Never a dull moment at the Jermyn Street Theatre. It’s a titchy venue, the size of a gents’ loo, nestling beneath a cavernous flight of stairs in the nameless hinterland between druggy Soho and tarty Mayfair. The current proprietors, aiming for an air of scholastic amateurism, are on the hunt for ‘unknown and forgotten classics’. The theatre boasts a Resident Academic and an eccentric register of patrons including ‘Victoria Biggs, Euan Borland and the Duchess of Cambridge (pub)’.

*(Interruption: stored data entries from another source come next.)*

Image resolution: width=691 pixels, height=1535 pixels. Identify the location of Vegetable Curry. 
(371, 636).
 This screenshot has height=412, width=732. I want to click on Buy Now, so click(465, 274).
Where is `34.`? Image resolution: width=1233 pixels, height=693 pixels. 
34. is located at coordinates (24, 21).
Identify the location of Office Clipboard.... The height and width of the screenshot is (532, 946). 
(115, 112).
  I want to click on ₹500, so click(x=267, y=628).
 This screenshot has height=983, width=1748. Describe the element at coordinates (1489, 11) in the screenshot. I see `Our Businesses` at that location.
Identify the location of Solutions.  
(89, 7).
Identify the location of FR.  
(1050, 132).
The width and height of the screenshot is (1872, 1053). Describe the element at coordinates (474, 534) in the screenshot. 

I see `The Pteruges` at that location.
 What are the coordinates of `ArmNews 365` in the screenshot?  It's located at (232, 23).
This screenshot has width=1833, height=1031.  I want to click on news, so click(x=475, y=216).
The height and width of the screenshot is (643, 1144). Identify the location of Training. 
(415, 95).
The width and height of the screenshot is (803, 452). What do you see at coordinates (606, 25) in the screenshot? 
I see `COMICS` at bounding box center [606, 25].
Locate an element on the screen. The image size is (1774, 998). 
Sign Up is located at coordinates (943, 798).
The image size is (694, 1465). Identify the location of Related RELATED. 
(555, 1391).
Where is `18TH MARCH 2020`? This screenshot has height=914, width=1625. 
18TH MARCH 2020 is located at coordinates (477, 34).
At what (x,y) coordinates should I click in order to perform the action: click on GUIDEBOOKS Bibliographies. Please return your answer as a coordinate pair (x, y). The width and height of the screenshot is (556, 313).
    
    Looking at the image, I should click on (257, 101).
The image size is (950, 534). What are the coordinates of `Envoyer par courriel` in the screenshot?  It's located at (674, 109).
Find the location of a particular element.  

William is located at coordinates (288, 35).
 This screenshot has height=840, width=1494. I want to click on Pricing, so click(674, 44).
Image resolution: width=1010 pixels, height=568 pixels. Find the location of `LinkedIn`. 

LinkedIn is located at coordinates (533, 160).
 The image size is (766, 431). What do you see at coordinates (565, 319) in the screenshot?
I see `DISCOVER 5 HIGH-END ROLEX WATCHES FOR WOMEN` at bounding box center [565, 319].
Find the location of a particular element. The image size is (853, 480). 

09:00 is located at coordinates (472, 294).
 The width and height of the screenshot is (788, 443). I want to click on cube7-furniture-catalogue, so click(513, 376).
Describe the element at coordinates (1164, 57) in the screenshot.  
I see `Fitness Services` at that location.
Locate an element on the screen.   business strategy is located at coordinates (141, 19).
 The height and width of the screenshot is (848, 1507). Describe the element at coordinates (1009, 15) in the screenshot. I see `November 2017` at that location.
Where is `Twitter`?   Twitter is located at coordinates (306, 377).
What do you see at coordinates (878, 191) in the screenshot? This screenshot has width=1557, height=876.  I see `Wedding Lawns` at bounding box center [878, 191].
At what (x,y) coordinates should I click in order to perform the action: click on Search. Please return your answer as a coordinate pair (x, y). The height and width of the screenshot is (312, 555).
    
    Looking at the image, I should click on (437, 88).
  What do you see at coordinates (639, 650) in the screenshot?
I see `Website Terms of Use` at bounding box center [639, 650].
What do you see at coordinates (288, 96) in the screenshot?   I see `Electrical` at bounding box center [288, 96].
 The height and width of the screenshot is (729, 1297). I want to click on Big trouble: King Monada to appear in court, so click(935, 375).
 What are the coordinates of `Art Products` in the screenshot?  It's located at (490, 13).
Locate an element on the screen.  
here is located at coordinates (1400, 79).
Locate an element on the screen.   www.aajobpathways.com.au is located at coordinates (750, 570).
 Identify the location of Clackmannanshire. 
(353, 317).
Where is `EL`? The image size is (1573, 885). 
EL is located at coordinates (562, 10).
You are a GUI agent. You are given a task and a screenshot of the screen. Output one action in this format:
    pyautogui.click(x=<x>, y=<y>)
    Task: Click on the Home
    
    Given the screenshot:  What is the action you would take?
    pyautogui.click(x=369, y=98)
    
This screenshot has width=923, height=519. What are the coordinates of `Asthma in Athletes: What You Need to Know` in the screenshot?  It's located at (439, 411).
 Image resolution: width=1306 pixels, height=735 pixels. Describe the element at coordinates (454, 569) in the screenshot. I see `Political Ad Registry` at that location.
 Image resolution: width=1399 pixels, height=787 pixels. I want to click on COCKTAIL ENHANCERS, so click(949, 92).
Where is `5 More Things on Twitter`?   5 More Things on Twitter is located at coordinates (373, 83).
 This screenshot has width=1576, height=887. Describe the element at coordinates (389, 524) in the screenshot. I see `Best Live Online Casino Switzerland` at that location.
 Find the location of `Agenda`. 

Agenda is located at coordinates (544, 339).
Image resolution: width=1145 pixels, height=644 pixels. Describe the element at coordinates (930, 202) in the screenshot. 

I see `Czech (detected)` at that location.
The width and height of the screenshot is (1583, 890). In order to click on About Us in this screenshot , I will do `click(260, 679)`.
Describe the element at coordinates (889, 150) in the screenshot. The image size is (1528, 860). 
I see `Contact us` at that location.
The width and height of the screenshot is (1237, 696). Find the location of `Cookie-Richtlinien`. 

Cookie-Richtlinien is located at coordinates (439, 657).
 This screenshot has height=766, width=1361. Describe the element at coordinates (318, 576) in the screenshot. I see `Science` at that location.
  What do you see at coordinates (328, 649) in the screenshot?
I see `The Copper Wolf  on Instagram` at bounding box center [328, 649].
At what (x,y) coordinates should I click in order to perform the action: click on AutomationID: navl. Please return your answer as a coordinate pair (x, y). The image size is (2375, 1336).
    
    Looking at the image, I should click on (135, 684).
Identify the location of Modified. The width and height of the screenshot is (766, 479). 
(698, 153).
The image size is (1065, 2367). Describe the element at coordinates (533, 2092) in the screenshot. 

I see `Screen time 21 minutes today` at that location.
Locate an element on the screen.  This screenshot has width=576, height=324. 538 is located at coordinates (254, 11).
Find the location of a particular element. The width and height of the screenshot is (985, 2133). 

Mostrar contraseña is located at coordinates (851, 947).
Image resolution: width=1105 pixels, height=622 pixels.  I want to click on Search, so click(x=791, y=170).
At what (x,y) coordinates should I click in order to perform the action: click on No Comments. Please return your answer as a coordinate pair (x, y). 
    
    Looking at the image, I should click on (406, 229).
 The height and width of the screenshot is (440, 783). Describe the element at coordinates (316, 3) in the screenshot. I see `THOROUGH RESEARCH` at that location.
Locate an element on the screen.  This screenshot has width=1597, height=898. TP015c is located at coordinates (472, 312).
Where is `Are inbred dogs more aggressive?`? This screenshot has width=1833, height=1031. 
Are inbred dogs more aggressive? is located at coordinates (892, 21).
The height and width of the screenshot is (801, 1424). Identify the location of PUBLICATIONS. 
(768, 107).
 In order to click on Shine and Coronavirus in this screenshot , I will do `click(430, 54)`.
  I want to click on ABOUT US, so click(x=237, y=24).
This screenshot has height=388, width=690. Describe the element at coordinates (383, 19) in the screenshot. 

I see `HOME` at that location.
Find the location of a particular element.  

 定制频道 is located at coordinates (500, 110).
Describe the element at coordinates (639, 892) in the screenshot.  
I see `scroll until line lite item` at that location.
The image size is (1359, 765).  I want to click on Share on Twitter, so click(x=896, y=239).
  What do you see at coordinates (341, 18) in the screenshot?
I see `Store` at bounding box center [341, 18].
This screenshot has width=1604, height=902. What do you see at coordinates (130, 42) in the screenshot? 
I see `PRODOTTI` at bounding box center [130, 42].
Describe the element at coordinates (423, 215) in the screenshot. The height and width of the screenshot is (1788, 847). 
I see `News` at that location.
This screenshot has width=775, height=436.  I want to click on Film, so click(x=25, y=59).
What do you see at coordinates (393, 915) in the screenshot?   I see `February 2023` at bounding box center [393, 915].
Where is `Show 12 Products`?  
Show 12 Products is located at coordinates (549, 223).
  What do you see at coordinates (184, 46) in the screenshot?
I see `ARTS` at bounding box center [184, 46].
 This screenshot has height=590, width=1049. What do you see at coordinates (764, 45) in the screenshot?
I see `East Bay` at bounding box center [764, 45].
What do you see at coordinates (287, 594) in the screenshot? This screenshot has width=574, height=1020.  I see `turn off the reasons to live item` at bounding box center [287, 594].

Currently it’s sifting the 1920s for treasure. Others have prospected here before. Ben Travers’s bourgeois farces no longer entertain us because middle-class morality has changed too much in the past 90 years. Frederick Lonsdale may stand a better chance. His play, On Approval, opened in the West End in 1927 and ran for over a year. It was twice filmed. It’s a neat, witty and slightly contrived comedy in which hard-up aristocrats compete to marry low-born women with pots of cash. This inverted arrangement — toffs grovelling to commoners — is perfectly attuned to the democratic values of the 1920s. Naturally it tickles our sensibilities too.
Lonsdale’s premise has the familiar lay-out of a BBC sitcom: four bickering eccentrics are trapped in a domestic setting. We meet George, 12th Duke of Bristol, an arrogant and penniless parasite who faces bankruptcy unless he can marry Helen, the daughter of a wealthy pickle magnate. (Pickle! The details are beautifully calculated to corrode the dignity of the upper classes.) Meanwhile George’s best friend Richard, a hard-up plodder, has caught the eye of Maria, a rich widow whose earnings would guarantee him a life of luxury. But she insists that he prove his worth by accompanying her for a month at her sleet-lashed Gothic castle in Scotland.